I pretend not to hear the shift in his voice. “Yes?”

He turns in his seat. “Karlsruhe is not west.”

I ease off the accelerator, more because of the curve than the accusation. “Directional concepts are flexible.”

“Hutch.”

“It’s relative.”

He presses his thumb and forefinger into the bridge of his nose. “We’re supposed to be angling toward France.”

“We are angling.”

“No, we’re going east. Entirely opposite of the direction France is in. That is not angling.”

I exhale through my nose. “Only slightly.”

“Eighty-two kilometers to Karlsruhe is not slightly.”

Somewhere in the distance, a church bell starts chiming the hour.

Kip leans back in his seat, looking far too awake now. “This must be part of your ‘seeing more of Europe’ initiative.”

“I prefer to think of it as strategic exploration.”

He closes his eyes briefly. “We’re going the wrong way.”

I don’t argue. Because technically? He’s not wrong. Even though I still maintain it was the detour’s fault, not mine.

He runs a hand through his hair, exasperated, making it even more of an adorable mess than it was before. No, not adorable. Annoying. My hands itch to reach out and tamp it down just to see if I can tame it.

“We need to stop,” he insists. “Find a signal. Food.
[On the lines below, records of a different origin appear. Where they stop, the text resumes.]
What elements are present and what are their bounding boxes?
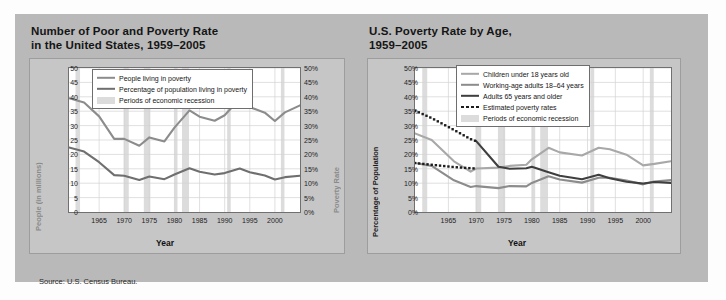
legend-swatch-line-icon: [461, 92, 479, 101]
figure-number-of-poor: Number of Poor and Poverty Rate in the U…: [29, 24, 359, 272]
legend-swatch-band-icon: [97, 96, 115, 105]
axis-tick-label: 1985: [552, 217, 568, 224]
legend-item: People living in poverty: [97, 73, 247, 83]
axis-tick-label: 1980: [167, 217, 183, 224]
axis-tick-label: 1990: [580, 217, 596, 224]
legend-swatch-band-icon: [461, 114, 479, 123]
source-note: Source: U.S. Census Bureau.: [39, 277, 137, 286]
legend-item: Children under 18 years old: [461, 69, 584, 79]
legend-item: Periods of economic recession: [97, 95, 247, 105]
axis-tick-label: 2000: [635, 217, 651, 224]
axis-tick-label: 1995: [608, 217, 624, 224]
axis-tick-label: 1980: [524, 217, 540, 224]
legend-item: Percentage of population living in pover…: [97, 84, 247, 94]
legend-swatch-dotted-icon: [461, 103, 479, 112]
legend-swatch-line-icon: [97, 74, 115, 83]
legend-label: Percentage of population living in pover…: [119, 85, 247, 94]
page-root: Number of Poor and Poverty Rate in the U…: [0, 0, 726, 300]
axis-tick-label: 1975: [142, 217, 158, 224]
legend-item: Adults 65 years and older: [461, 91, 584, 101]
legend-item: Working-age adults 18–64 years: [461, 80, 584, 90]
right-plot-box: Percentage of Population 0%5%10%15%20%25…: [367, 58, 681, 254]
left-chart-title-line2: in the United States, 1959–2005: [31, 38, 359, 52]
legend-label: Estimated poverty rates: [483, 103, 557, 112]
left-chart-title: Number of Poor and Poverty Rate in the U…: [31, 24, 359, 52]
axis-tick-label: 1965: [441, 217, 457, 224]
axis-tick-label: 1965: [91, 217, 107, 224]
axis-tick-label: 1995: [242, 217, 258, 224]
axis-tick-label: 2000: [267, 217, 283, 224]
axis-tick-label: 1970: [468, 217, 484, 224]
axis-tick-label: 1975: [496, 217, 512, 224]
right-chart-title: U.S. Poverty Rate by Age, 1959–2005: [369, 24, 695, 52]
axis-tick-label: 1970: [116, 217, 132, 224]
right-chart-legend: Children under 18 years oldWorking-age a…: [456, 65, 590, 127]
legend-label: Children under 18 years old: [483, 70, 569, 79]
right-x-axis-title: Year: [388, 238, 646, 248]
left-chart-legend: People living in povertyPercentage of po…: [92, 69, 253, 109]
axis-tick-label: 1985: [192, 217, 208, 224]
legend-label: People living in poverty: [119, 74, 191, 83]
legend-label: Periods of economic recession: [483, 114, 578, 123]
right-chart-title-line2: 1959–2005: [369, 38, 695, 52]
legend-swatch-line-icon: [461, 81, 479, 90]
legend-item: Estimated poverty rates: [461, 102, 584, 112]
right-chart-title-line1: U.S. Poverty Rate by Age,: [369, 24, 695, 38]
legend-item: Periods of economic recession: [461, 113, 584, 123]
left-plot-box: People (in millions) Poverty Rate 051015…: [29, 58, 345, 254]
legend-label: Periods of economic recession: [119, 96, 214, 105]
left-chart-title-line1: Number of Poor and Poverty Rate: [31, 24, 359, 38]
legend-label: Working-age adults 18–64 years: [483, 81, 584, 90]
legend-swatch-line-icon: [461, 70, 479, 79]
figure-poverty-by-age: U.S. Poverty Rate by Age, 1959–2005 Perc…: [367, 24, 695, 272]
figure-panel: Number of Poor and Poverty Rate in the U…: [15, 14, 708, 282]
left-x-axis-title: Year: [40, 238, 290, 248]
legend-label: Adults 65 years and older: [483, 92, 562, 101]
axis-tick-label: 1990: [217, 217, 233, 224]
legend-swatch-line-icon: [97, 85, 115, 94]
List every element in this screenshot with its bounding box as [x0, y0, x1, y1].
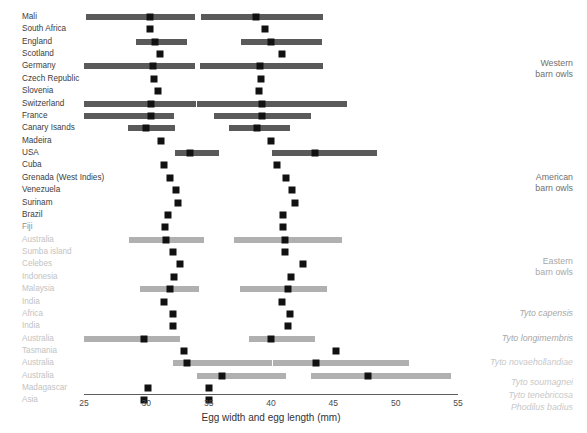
length-mean-marker	[268, 38, 275, 45]
length-mean-marker	[268, 335, 275, 342]
width-mean-marker	[147, 14, 154, 21]
width-mean-marker	[152, 38, 159, 45]
row-label: Switzerland	[22, 99, 64, 107]
length-mean-marker	[285, 323, 292, 330]
width-mean-marker	[186, 150, 193, 157]
length-mean-marker	[332, 347, 339, 354]
length-mean-marker	[274, 162, 281, 169]
width-mean-marker	[219, 372, 226, 379]
length-mean-marker	[254, 125, 261, 132]
row-label: England	[22, 38, 52, 46]
x-tick-label: 55	[453, 398, 462, 408]
group-annotation: Western barn owls	[535, 58, 573, 80]
width-range-bar	[84, 336, 180, 342]
width-mean-marker	[163, 236, 170, 243]
row-label: USA	[22, 149, 39, 157]
length-mean-marker	[255, 88, 262, 95]
row-label: Brazil	[22, 211, 42, 219]
length-range-bar	[201, 14, 323, 20]
width-range-bar	[136, 39, 187, 45]
length-mean-marker	[253, 14, 260, 21]
length-range-bar	[241, 39, 322, 45]
width-mean-marker	[148, 112, 155, 119]
row-label: Celebes	[22, 260, 52, 268]
group-annotation: Tyto longimembris	[502, 333, 573, 344]
length-mean-marker	[258, 75, 265, 82]
length-range-bar	[311, 373, 451, 379]
width-range-bar	[86, 14, 194, 20]
group-annotation: Tyto novaehollandiae	[490, 358, 573, 369]
row-label: Africa	[22, 310, 43, 318]
width-range-bar	[84, 101, 196, 107]
length-mean-marker	[312, 360, 319, 367]
row-label: Fiji	[22, 223, 32, 231]
length-mean-marker	[300, 261, 307, 268]
row-label: Sumba island	[22, 248, 72, 256]
length-mean-marker	[311, 150, 318, 157]
length-mean-marker	[287, 273, 294, 280]
length-mean-marker	[281, 249, 288, 256]
width-mean-marker	[169, 249, 176, 256]
width-mean-marker	[167, 174, 174, 181]
row-label: Tasmania	[22, 347, 57, 355]
width-mean-marker	[160, 298, 167, 305]
length-mean-marker	[282, 174, 289, 181]
width-mean-marker	[140, 335, 147, 342]
x-axis-line	[84, 394, 458, 395]
width-mean-marker	[148, 100, 155, 107]
x-tick-label: 35	[204, 398, 213, 408]
length-mean-marker	[281, 236, 288, 243]
width-mean-marker	[147, 26, 154, 33]
row-label: India	[22, 322, 40, 330]
length-range-bar	[272, 150, 377, 156]
width-range-bar	[128, 125, 175, 131]
width-mean-marker	[157, 51, 164, 58]
row-label: Mali	[22, 13, 37, 21]
length-mean-marker	[291, 199, 298, 206]
length-mean-marker	[365, 372, 372, 379]
x-tick-label: 50	[391, 398, 400, 408]
width-mean-marker	[167, 286, 174, 293]
group-annotation: Tyto soumagnei	[511, 378, 573, 389]
egg-dimension-chart: MaliSouth AfricaEnglandScotlandGermanyCz…	[0, 0, 587, 433]
width-mean-marker	[149, 63, 156, 70]
length-range-bar	[273, 360, 409, 366]
length-mean-marker	[289, 187, 296, 194]
row-label: South Africa	[22, 25, 66, 33]
width-mean-marker	[176, 261, 183, 268]
width-range-bar	[197, 373, 286, 379]
row-label: Slovenia	[22, 87, 53, 95]
row-label: Germany	[22, 62, 56, 70]
width-mean-marker	[144, 385, 151, 392]
width-mean-marker	[160, 162, 167, 169]
length-range-bar	[249, 336, 315, 342]
length-mean-marker	[268, 137, 275, 144]
length-mean-marker	[286, 310, 293, 317]
row-label: Madeira	[22, 137, 52, 145]
row-label: Asia	[22, 396, 38, 404]
width-mean-marker	[164, 211, 171, 218]
row-label: Australia	[22, 236, 54, 244]
row-label: Scotland	[22, 50, 54, 58]
x-axis-title: Egg width and egg length (mm)	[84, 412, 458, 423]
x-tick-label: 40	[266, 398, 275, 408]
group-annotation: Eastern barn owls	[535, 256, 573, 278]
length-mean-marker	[259, 100, 266, 107]
row-label: Venezuela	[22, 186, 60, 194]
width-mean-marker	[162, 224, 169, 231]
row-label: Surinam	[22, 198, 53, 206]
row-label: France	[22, 112, 47, 120]
length-mean-marker	[280, 211, 287, 218]
length-mean-marker	[279, 298, 286, 305]
group-annotation: American barn owls	[535, 172, 573, 194]
row-label: Canary Isands	[22, 124, 75, 132]
length-mean-marker	[261, 26, 268, 33]
length-mean-marker	[205, 385, 212, 392]
length-mean-marker	[256, 63, 263, 70]
width-range-bar	[175, 150, 219, 156]
width-mean-marker	[158, 137, 165, 144]
width-mean-marker	[180, 347, 187, 354]
width-mean-marker	[174, 199, 181, 206]
length-mean-marker	[280, 224, 287, 231]
group-annotation: Tyto capensis	[519, 308, 573, 319]
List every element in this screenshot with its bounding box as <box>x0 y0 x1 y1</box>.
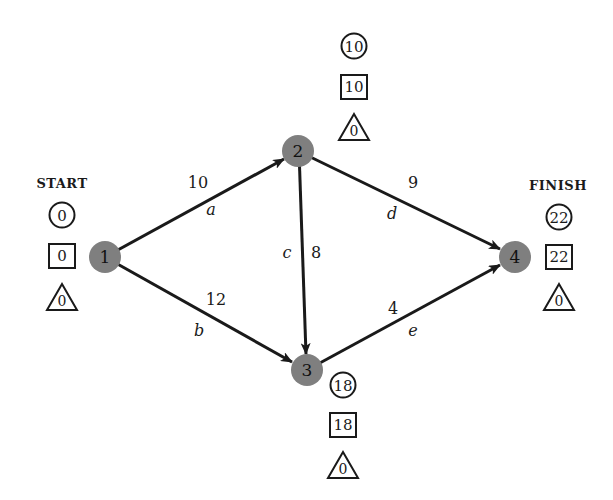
edge-c-duration: 8 <box>311 245 321 261</box>
node-4-label: 4 <box>510 247 521 267</box>
node-3: 3 <box>291 354 323 386</box>
node-4: 4 <box>499 241 531 273</box>
node-2-latest-square: 10 <box>340 74 368 100</box>
node-4-earliest-circle: 22 <box>546 204 573 231</box>
edge-d <box>298 151 500 249</box>
edge-e <box>307 265 500 370</box>
edge-e-duration: 4 <box>388 301 398 317</box>
start-label: START <box>36 176 87 191</box>
node-3-slack-triangle: 0 <box>326 450 360 480</box>
node-1-latest-square: 0 <box>48 243 76 269</box>
edge-e-activity: e <box>408 323 417 339</box>
edge-c-activity: c <box>283 245 292 261</box>
node-2-earliest-circle: 10 <box>341 33 368 60</box>
node-1: 1 <box>89 241 121 273</box>
node-3-latest-square: 18 <box>329 412 357 438</box>
edge-d-activity: d <box>387 206 397 222</box>
node-2-slack-triangle: 0 <box>337 112 371 142</box>
edge-c <box>299 151 306 354</box>
node-1-earliest-circle: 0 <box>49 202 76 229</box>
node-3-earliest-circle: 18 <box>330 372 357 399</box>
node-1-label: 1 <box>100 247 111 267</box>
edge-b <box>105 257 292 362</box>
edge-a-duration: 10 <box>188 175 208 191</box>
node-4-slack-triangle: 0 <box>542 282 576 312</box>
edge-b-duration: 12 <box>206 292 226 308</box>
node-3-label: 3 <box>302 360 313 380</box>
node-2-label: 2 <box>293 141 304 161</box>
node-2: 2 <box>282 135 314 167</box>
edge-a-activity: a <box>206 202 216 218</box>
finish-label: FINISH <box>529 178 587 193</box>
edge-b-activity: b <box>194 323 204 339</box>
node-1-slack-triangle: 0 <box>45 282 79 312</box>
node-4-latest-square: 22 <box>545 244 573 270</box>
edge-d-duration: 9 <box>408 175 418 191</box>
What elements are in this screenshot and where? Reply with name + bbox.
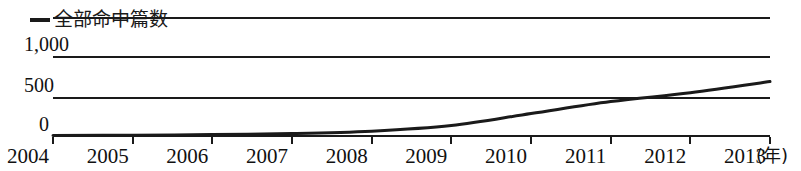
- gridline-1000: [53, 56, 770, 58]
- x-axis-tick: [371, 137, 373, 144]
- x-axis-line: [53, 135, 770, 137]
- x-axis-tick: [530, 137, 532, 144]
- x-axis-tick: [769, 137, 771, 144]
- x-axis-tick-label: 2008: [326, 144, 368, 168]
- x-axis-tick: [291, 137, 293, 144]
- x-axis-tick: [610, 137, 612, 144]
- x-axis-tick-label: 2005: [87, 144, 129, 168]
- y-axis-tick-label-0: 0: [39, 114, 49, 134]
- x-axis-tick-label: 2006: [166, 144, 208, 168]
- x-axis-tick: [450, 137, 452, 144]
- x-axis-tick: [211, 137, 213, 144]
- x-axis-tick: [52, 137, 54, 144]
- x-axis-tick: [132, 137, 134, 144]
- line-marker-icon: [30, 18, 50, 22]
- x-axis-tick-label: 2012: [644, 144, 686, 168]
- y-axis-tick-label-1000: 1,000: [24, 34, 69, 54]
- x-axis-tick-label: 2009: [405, 144, 447, 168]
- legend: 全部命中篇数: [30, 10, 168, 29]
- x-axis-unit-label: (年): [756, 144, 788, 168]
- line-chart: 1,000 500 0 2004200520062007200820092010…: [0, 0, 801, 171]
- x-axis-tick-label: 2007: [246, 144, 288, 168]
- x-axis-tick-label: 2010: [485, 144, 527, 168]
- gridline-500: [53, 97, 770, 99]
- legend-label: 全部命中篇数: [54, 10, 168, 29]
- x-axis-tick-label: 2011: [565, 144, 606, 168]
- y-axis-tick-label-500: 500: [24, 75, 54, 95]
- x-axis-tick-label: 2004: [7, 144, 49, 168]
- x-axis-tick: [689, 137, 691, 144]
Something.”

“Now that,” I say, spotting a neon sign ahead that reads FRIE in flickering capital letters, with GASTHOF in smaller script underneath, “I can do.”

Kip follows my gaze to a squat building with the international look of “barely habitable lodging and questionable food” and sighs. “Tell me that’s not our only option.”

“It’s either that or sleep in the van and survive on the green tea Kit Kats buried in my duffel.” I downshift as we turn into the parking lot.

He eyes the peeling paint, the sagging roof, the cracked windows. “That looks like the start of a horror movie.”

“Or the end of a very long day,” I counter, turning off the ignition, grabbing my bag, and swinging the door open. “Take your pick.”

He mutters something about being between a rock and a hard place. But that doesn’t stop him from hopping out of the van, wrestling his suitcase from the back seat, and striding toward the entrance like he owns the bloody place.